This section outlines how to design privacy information that meets children’s needs as they grow and develop.
Things to do
Think about parents and children’s needs
Children may need to seek help from parents and carers to understand privacy information or give consent. You need to think about parental needs as well as children’s in the user experience:
- Design privacy information that’s easy for parents to find, understand and get support if they are unsure.
- Create resources to help parents discuss privacy and data with children.
- Give parents support to give consent on children’s behalf or help children make decisions.
Example of child-guardian privacy discussion: Children could talk to guardians about how they know new connections.
Create space for children and guardians to discuss privacy
Think about how children and parents and carers could collaboratively make decisions about privacy and data.
Explore how families could set boundaries together rather than discreet tick-box interactions to gain parental consent.

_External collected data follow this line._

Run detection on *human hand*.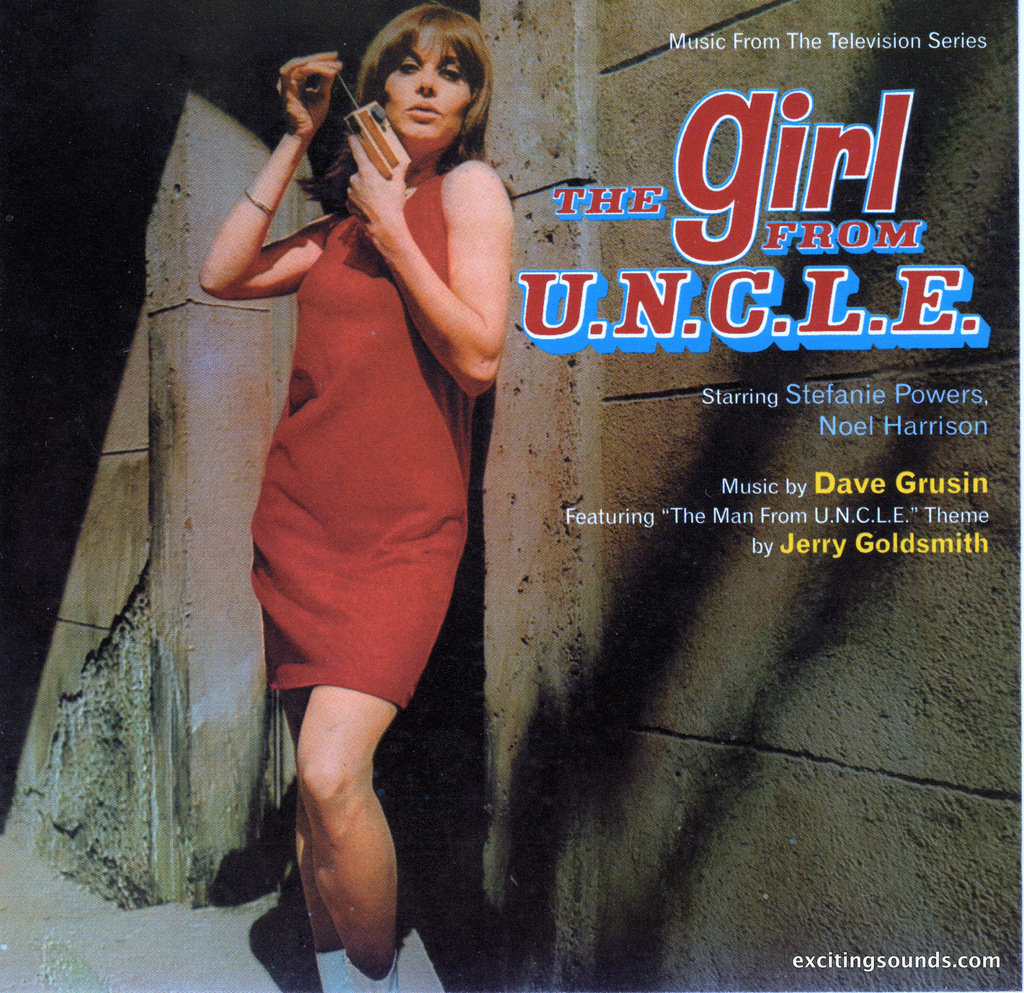
Result: (x1=348, y1=134, x2=407, y2=241).
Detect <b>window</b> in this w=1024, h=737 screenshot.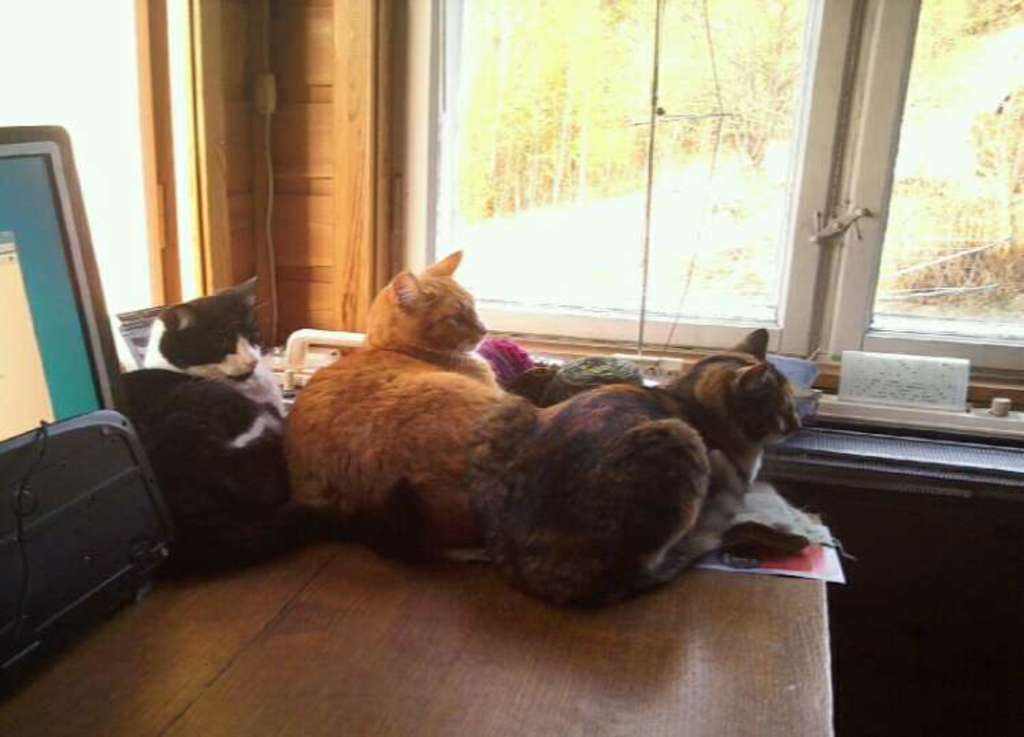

Be transparent to children when parents are controlling or monitoring how they use products.
Parental support should change as children grow
As children develop, their autonomy, independence and privacy expectations increase. Think about how the role of parental support might change over time.
There may be moments in your user journey when children are likely to need more parental support. For example, understanding how your service uses data when children first sign up or try to change a privacy setting for the first time.
Consider how to design transition moments for older children to learn to make decisions independently.
Example of collaborative decision making: Let guardians suggest privacy settings as children start to make independent choices.
Things to avoid
Don’t offer parental tracking without transparency for the child
If you offer parental controls, provide age-appropriate explanations and a clear signal so children know when parents are monitoring them.
Don’t design parental consent controls that children can easily avoid or bypass
Design interactions that make it hard for children to avoid getting parental consent if needed. This could mean presenting a maths problem that stops children with lower literacy from going ahead without an adult. Make sure these interactions are accessible for parents.
Things to check
- Have you designed privacy information and resources that meets parents’ needs?
- Have you identified opportunities in your user experience for parents and children to discuss privacy?
- Have you understood how the role of parents and carers changes as children using your service grow up?
- Have you considered how to show children when parents monitor them?
Design test
Take our test to see if you're designing meaningful parent and carer-children interactions.